Pilgrim at Tinder Creek
Life as an audition: the job market, the dating market, and the way we construct ourselves to impress.
Fighting With Their Fists to Put a Period in a Basket
“Hockey has no reason for being. Rather, hockey’s one of those things that give reason to being.”
How The Whitest Singer Of The ’70s Became An Icon In The Philippines
Karen Tongson — named after the ’70s soft rock music icon Karen Carpenter — immigrated to the United States from the Philippines soon after Karen Carpenter died in 1983, at age 32. As she returns to the country of her birth, Karen examines what fuels the Carpenters’ huge continuing popularity in her home country and how their music has had affected her life.
Walk the Lines
From Iain Sinclair to Lauren Elkin and W. G. Sebald, the meditative stroll, based on the dérive or ‘drift,’ is a popular literary form in England. When one young writer considers his own stroll, he maneuvers through the form’s past, present and future.
How the Aztecs Predicted the Apocalypse
But then it didn’t happen. Or did it?
Forum: Poets and Borders Part Two
In response to the President’s proposed wall along the Mexican-American border, poets from all over the world are having an extended conversation about the ways their identities, style and influences cross borders, about living along physical borders, and how poetry knows no bounds. You can read the forum’s first part here.
The Queen Bee of Downtown Durham
A profile of fifth-generation beekeeper Leigh-Kathryn Bonner, whose startup, Bee Downtown has 100 sponsored hives on the roofs of old tobacco warehouses in Durham, Raleigh, and Chapel Hill, North Carolina. The hives house thousands of bees who do their part to pollinate the cucumber, apple, and berry crops that are staples of North Carolina’s economy. Bonner is not only helping the local economy and the environment, she’s bucking convention in the traditionally male-dominated apiary industry.
An Incomplete List of My Failures
In this installment of Mouthful — a monthly column at Hazlitt about the author’s relationship with food, ten years into recovery from anorexia and bulimia — Sarah Gerard examines failure. She recounts failing a stranger, a failed project, and her failed marriage and considers how these experiences have affected her outlook on life and her ongoing recovery.
Rules of Ascent
For mountaineers, it’s not enough to get to the top – it must be done a certain way. But why is the harder way better?
Palm Beach Van Dyck
A “willingness to flout the laws of space and time” help painter Ralph Cowan form relationships with the kind of people who will pay for a portrait of themselves with a lion, at the mast of a ship, or gliding through a Venetian dreamscape.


### [Action item]
Because the pictures are not wanted, reproduce the rest of the records below exactly as they stand.

### [Exercise inputs]
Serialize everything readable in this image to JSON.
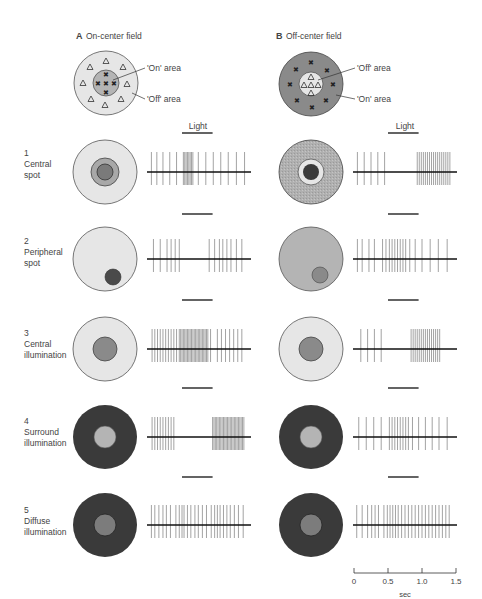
{
  "panels": {
    "A": {
      "letter": "A",
      "title": "On-center field",
      "center_label": "'On' area",
      "surround_label": "'Off' area",
      "center_symbol": "x",
      "surround_symbol": "triangle"
    },
    "B": {
      "letter": "B",
      "title": "Off-center field",
      "center_label": "'Off' area",
      "surround_label": "'On' area",
      "center_symbol": "triangle",
      "surround_symbol": "x"
    }
  },
  "light_label": "Light",
  "conditions": [
    {
      "num": "1",
      "line1": "Central",
      "line2": "spot"
    },
    {
      "num": "2",
      "line1": "Peripheral",
      "line2": "spot"
    },
    {
      "num": "3",
      "line1": "Central",
      "line2": "illumination"
    },
    {
      "num": "4",
      "line1": "Surround",
      "line2": "illumination"
    },
    {
      "num": "5",
      "line1": "Diffuse",
      "line2": "illumination"
    }
  ],
  "time_axis": {
    "ticks": [
      "0",
      "0.5",
      "1.0",
      "1.5"
    ],
    "label": "sec"
  },
  "colors": {
    "light_gray": "#e6e6e6",
    "mid_gray": "#b4b4b4",
    "dark_gray": "#8a8a8a",
    "dark": "#3a3a3a",
    "spot_dark": "#4a4a4a",
    "outline": "#555555",
    "spike": "#8c8c8c",
    "baseline": "#111111"
  },
  "spike_trains": {
    "A": [
      [
        0.05,
        0.13,
        0.22,
        0.32,
        0.42,
        0.52,
        0.54,
        0.56,
        0.58,
        0.6,
        0.62,
        0.64,
        0.66,
        0.74,
        0.85,
        0.96,
        1.07,
        1.18,
        1.3,
        1.42
      ],
      [
        0.08,
        0.18,
        0.28,
        0.34,
        0.4,
        0.46,
        0.9,
        0.98,
        1.05,
        1.1,
        1.16,
        1.22,
        1.3,
        1.38
      ],
      [
        0.06,
        0.1,
        0.14,
        0.18,
        0.22,
        0.26,
        0.3,
        0.34,
        0.38,
        0.42,
        0.46,
        0.48,
        0.5,
        0.52,
        0.54,
        0.56,
        0.58,
        0.6,
        0.62,
        0.64,
        0.66,
        0.68,
        0.7,
        0.72,
        0.74,
        0.76,
        0.78,
        0.8,
        0.82,
        0.84,
        0.86,
        0.88,
        0.92,
        1.02,
        1.08,
        1.14,
        1.2,
        1.26,
        1.32,
        1.38
      ],
      [
        0.06,
        0.1,
        0.14,
        0.18,
        0.22,
        0.26,
        0.3,
        0.34,
        0.38,
        0.95,
        0.97,
        0.99,
        1.01,
        1.03,
        1.05,
        1.07,
        1.09,
        1.11,
        1.13,
        1.15,
        1.17,
        1.19,
        1.21,
        1.23,
        1.25,
        1.27,
        1.29,
        1.31,
        1.33,
        1.35,
        1.37,
        1.39,
        1.41
      ],
      [
        0.05,
        0.1,
        0.16,
        0.22,
        0.27,
        0.33,
        0.41,
        0.46,
        0.5,
        0.53,
        0.58,
        0.63,
        0.69,
        0.74,
        0.8,
        0.86,
        0.93,
        0.98,
        1.02,
        1.06,
        1.11,
        1.16,
        1.21,
        1.27,
        1.33,
        1.4
      ]
    ],
    "B": [
      [
        0.05,
        0.15,
        0.25,
        0.35,
        0.45,
        0.93,
        0.96,
        0.99,
        1.02,
        1.05,
        1.08,
        1.11,
        1.14,
        1.17,
        1.2,
        1.23,
        1.26,
        1.29,
        1.32,
        1.35,
        1.38,
        1.41
      ],
      [
        0.05,
        0.12,
        0.22,
        0.3,
        0.42,
        0.47,
        0.52,
        0.56,
        0.6,
        0.64,
        0.68,
        0.72,
        0.76,
        0.82,
        0.9,
        1.0,
        1.12,
        1.24,
        1.37
      ],
      [
        0.1,
        0.2,
        0.3,
        0.4,
        0.84,
        0.87,
        0.9,
        0.93,
        0.96,
        0.99,
        1.02,
        1.05,
        1.08,
        1.11,
        1.14,
        1.17,
        1.2,
        1.23,
        1.26
      ],
      [
        0.07,
        0.18,
        0.29,
        0.4,
        0.52,
        0.56,
        0.6,
        0.64,
        0.68,
        0.72,
        0.76,
        0.8,
        0.86,
        0.95,
        1.05,
        1.15,
        1.25,
        1.37
      ],
      [
        0.04,
        0.12,
        0.2,
        0.26,
        0.31,
        0.36,
        0.44,
        0.49,
        0.53,
        0.57,
        0.61,
        0.65,
        0.7,
        0.75,
        0.8,
        0.85,
        0.9,
        0.95,
        1.0,
        1.05,
        1.1,
        1.15,
        1.2,
        1.25,
        1.3,
        1.35,
        1.4
      ]
    ]
  },
  "stimulus_window_sec": [
    0.5,
    0.95
  ]
}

### [Exercise output]
Serialize everything readable in this image to JSON.
{
  "panels": {
    "A": {
      "letter": "A",
      "title": "On-center field",
      "center_label": "'On' area",
      "surround_label": "'Off' area",
      "center_symbol": "x",
      "surround_symbol": "triangle"
    },
    "B": {
      "letter": "B",
      "title": "Off-center field",
      "center_label": "'Off' area",
      "surround_label": "'On' area",
      "center_symbol": "triangle",
      "surround_symbol": "x"
    }
  },
  "light_label": "Light",
  "conditions": [
    {
      "num": "1",
      "line1": "Central",
      "line2": "spot"
    },
    {
      "num": "2",
      "line1": "Peripheral",
      "line2": "spot"
    },
    {
      "num": "3",
      "line1": "Central",
      "line2": "illumination"
    },
    {
      "num": "4",
      "line1": "Surround",
      "line2": "illumination"
    },
    {
      "num": "5",
      "line1": "Diffuse",
      "line2": "illumination"
    }
  ],
  "time_axis": {
    "ticks": [
      "0",
      "0.5",
      "1.0",
      "1.5"
    ],
    "label": "sec"
  },
  "colors": {
    "light_gray": "#e6e6e6",
    "mid_gray": "#b4b4b4",
    "dark_gray": "#8a8a8a",
    "dark": "#3a3a3a",
    "spot_dark": "#4a4a4a",
    "outline": "#555555",
    "spike": "#8c8c8c",
    "baseline": "#111111"
  },
  "spike_trains": {
    "A": [
      [
        0.05,
        0.13,
        0.22,
        0.32,
        0.42,
        0.52,
        0.54,
        0.56,
        0.58,
        0.6,
        0.62,
        0.64,
        0.66,
        0.74,
        0.85,
        0.96,
        1.07,
        1.18,
        1.3,
        1.42
      ],
      [
        0.08,
        0.18,
        0.28,
        0.34,
        0.4,
        0.46,
        0.9,
        0.98,
        1.05,
        1.1,
        1.16,
        1.22,
        1.3,
        1.38
      ],
      [
        0.06,
        0.1,
        0.14,
        0.18,
        0.22,
        0.26,
        0.3,
        0.34,
        0.38,
        0.42,
        0.46,
        0.48,
        0.5,
        0.52,
        0.54,
        0.56,
        0.58,
        0.6,
        0.62,
        0.64,
        0.66,
        0.68,
        0.7,
        0.72,
        0.74,
        0.76,
        0.78,
        0.8,
        0.82,
        0.84,
        0.86,
        0.88,
        0.92,
        1.02,
        1.08,
        1.14,
        1.2,
        1.26,
        1.32,
        1.38
      ],
      [
        0.06,
        0.1,
        0.14,
        0.18,
        0.22,
        0.26,
        0.3,
        0.34,
        0.38,
        0.95,
        0.97,
        0.99,
        1.01,
        1.03,
        1.05,
        1.07,
        1.09,
        1.11,
        1.13,
        1.15,
        1.17,
        1.19,
        1.21,
        1.23,
        1.25,
        1.27,
        1.29,
        1.31,
        1.33,
        1.35,
        1.37,
        1.39,
        1.41
      ],
      [
        0.05,
        0.1,
        0.16,
        0.22,
        0.27,
        0.33,
        0.41,
        0.46,
        0.5,
        0.53,
        0.58,
        0.63,
        0.69,
        0.74,
        0.8,
        0.86,
        0.93,
        0.98,
        1.02,
        1.06,
        1.11,
        1.16,
        1.21,
        1.27,
        1.33,
        1.4
      ]
    ],
    "B": [
      [
        0.05,
        0.15,
        0.25,
        0.35,
        0.45,
        0.93,
        0.96,
        0.99,
        1.02,
        1.05,
        1.08,
        1.11,
        1.14,
        1.17,
        1.2,
        1.23,
        1.26,
        1.29,
        1.32,
        1.35,
        1.38,
        1.41
      ],
      [
        0.05,
        0.12,
        0.22,
        0.3,
        0.42,
        0.47,
        0.52,
        0.56,
        0.6,
        0.64,
        0.68,
        0.72,
        0.76,
        0.82,
        0.9,
        1.0,
        1.12,
        1.24,
        1.37
      ],
      [
        0.1,
        0.2,
        0.3,
        0.4,
        0.84,
        0.87,
        0.9,
        0.93,
        0.96,
        0.99,
        1.02,
        1.05,
        1.08,
        1.11,
        1.14,
        1.17,
        1.2,
        1.23,
        1.26
      ],
      [
        0.07,
        0.18,
        0.29,
        0.4,
        0.52,
        0.56,
        0.6,
        0.64,
        0.68,
        0.72,
        0.76,
        0.8,
        0.86,
        0.95,
        1.05,
        1.15,
        1.25,
        1.37
      ],
      [
        0.04,
        0.12,
        0.2,
        0.26,
        0.31,
        0.36,
        0.44,
        0.49,
        0.53,
        0.57,
        0.61,
        0.65,
        0.7,
        0.75,
        0.8,
        0.85,
        0.9,
        0.95,
        1.0,
        1.05,
        1.1,
        1.15,
        1.2,
        1.25,
        1.3,
        1.35,
        1.4
      ]
    ]
  },
  "stimulus_window_sec": [
    0.5,
    0.95
  ]
}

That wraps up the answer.